From the line containing "Identify the location of dimension-80.00: Ø80.00." down to the last line of the data, output each line word for word and include nothing else.

* RECORDS FOR THE EXERCISE:
################

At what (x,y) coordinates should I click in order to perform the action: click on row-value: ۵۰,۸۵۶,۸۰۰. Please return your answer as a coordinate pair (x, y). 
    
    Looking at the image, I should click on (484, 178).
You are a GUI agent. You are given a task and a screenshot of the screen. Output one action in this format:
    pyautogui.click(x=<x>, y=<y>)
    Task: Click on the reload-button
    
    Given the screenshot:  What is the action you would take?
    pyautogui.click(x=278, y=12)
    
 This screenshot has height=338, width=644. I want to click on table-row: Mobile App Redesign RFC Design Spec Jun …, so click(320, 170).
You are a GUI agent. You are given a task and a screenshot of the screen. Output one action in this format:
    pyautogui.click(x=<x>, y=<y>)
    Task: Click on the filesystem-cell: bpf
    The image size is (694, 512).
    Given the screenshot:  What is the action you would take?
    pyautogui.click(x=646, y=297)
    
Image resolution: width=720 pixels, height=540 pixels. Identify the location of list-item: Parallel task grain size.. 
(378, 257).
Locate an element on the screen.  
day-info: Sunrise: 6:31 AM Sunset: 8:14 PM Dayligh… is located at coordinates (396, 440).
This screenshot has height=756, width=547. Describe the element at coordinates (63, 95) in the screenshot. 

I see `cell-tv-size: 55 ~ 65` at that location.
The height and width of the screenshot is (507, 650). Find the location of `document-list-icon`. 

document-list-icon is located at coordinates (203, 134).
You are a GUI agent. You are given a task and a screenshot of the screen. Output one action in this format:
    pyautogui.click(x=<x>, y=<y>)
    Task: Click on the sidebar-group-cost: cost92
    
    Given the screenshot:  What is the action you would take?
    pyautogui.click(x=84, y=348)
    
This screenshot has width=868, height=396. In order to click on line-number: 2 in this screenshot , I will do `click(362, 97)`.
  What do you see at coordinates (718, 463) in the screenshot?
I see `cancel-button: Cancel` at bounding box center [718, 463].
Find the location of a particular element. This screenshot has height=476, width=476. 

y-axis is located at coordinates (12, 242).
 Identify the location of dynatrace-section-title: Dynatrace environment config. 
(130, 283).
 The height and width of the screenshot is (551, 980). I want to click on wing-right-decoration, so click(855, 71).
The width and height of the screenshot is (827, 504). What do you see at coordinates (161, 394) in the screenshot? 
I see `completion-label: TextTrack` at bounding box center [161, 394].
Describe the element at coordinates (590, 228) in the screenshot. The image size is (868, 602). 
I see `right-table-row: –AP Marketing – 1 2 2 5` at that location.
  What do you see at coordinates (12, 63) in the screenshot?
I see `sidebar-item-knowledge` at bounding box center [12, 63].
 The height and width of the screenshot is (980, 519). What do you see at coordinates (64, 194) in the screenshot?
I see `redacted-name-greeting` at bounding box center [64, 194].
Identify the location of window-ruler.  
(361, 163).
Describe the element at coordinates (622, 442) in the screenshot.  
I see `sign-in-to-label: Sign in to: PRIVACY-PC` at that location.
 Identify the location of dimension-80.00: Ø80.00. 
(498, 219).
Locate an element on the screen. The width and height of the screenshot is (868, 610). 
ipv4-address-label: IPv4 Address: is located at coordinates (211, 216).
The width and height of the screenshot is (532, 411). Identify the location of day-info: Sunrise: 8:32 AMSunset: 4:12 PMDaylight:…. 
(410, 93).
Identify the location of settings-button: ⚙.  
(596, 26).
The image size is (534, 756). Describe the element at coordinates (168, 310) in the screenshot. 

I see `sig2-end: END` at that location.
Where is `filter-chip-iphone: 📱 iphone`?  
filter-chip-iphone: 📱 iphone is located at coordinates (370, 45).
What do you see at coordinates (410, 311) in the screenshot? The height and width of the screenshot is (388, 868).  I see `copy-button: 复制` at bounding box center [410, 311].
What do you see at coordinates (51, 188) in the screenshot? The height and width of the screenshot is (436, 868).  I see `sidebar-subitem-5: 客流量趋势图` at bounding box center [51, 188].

################

* PROBLEM SOLUTION:
 Identify the location of dimension-80.00: Ø80.00. 
(498, 219).
Locate an element on the screen. The width and height of the screenshot is (868, 610). 
ipv4-address-label: IPv4 Address: is located at coordinates (211, 216).
The width and height of the screenshot is (532, 411). Identify the location of day-info: Sunrise: 8:32 AMSunset: 4:12 PMDaylight:…. 
(410, 93).
Identify the location of settings-button: ⚙.  
(596, 26).
The image size is (534, 756). Describe the element at coordinates (168, 310) in the screenshot. 

I see `sig2-end: END` at that location.
Where is `filter-chip-iphone: 📱 iphone`?  
filter-chip-iphone: 📱 iphone is located at coordinates (370, 45).
What do you see at coordinates (410, 311) in the screenshot? The height and width of the screenshot is (388, 868).  I see `copy-button: 复制` at bounding box center [410, 311].
What do you see at coordinates (51, 188) in the screenshot? The height and width of the screenshot is (436, 868).  I see `sidebar-subitem-5: 客流量趋势图` at bounding box center [51, 188].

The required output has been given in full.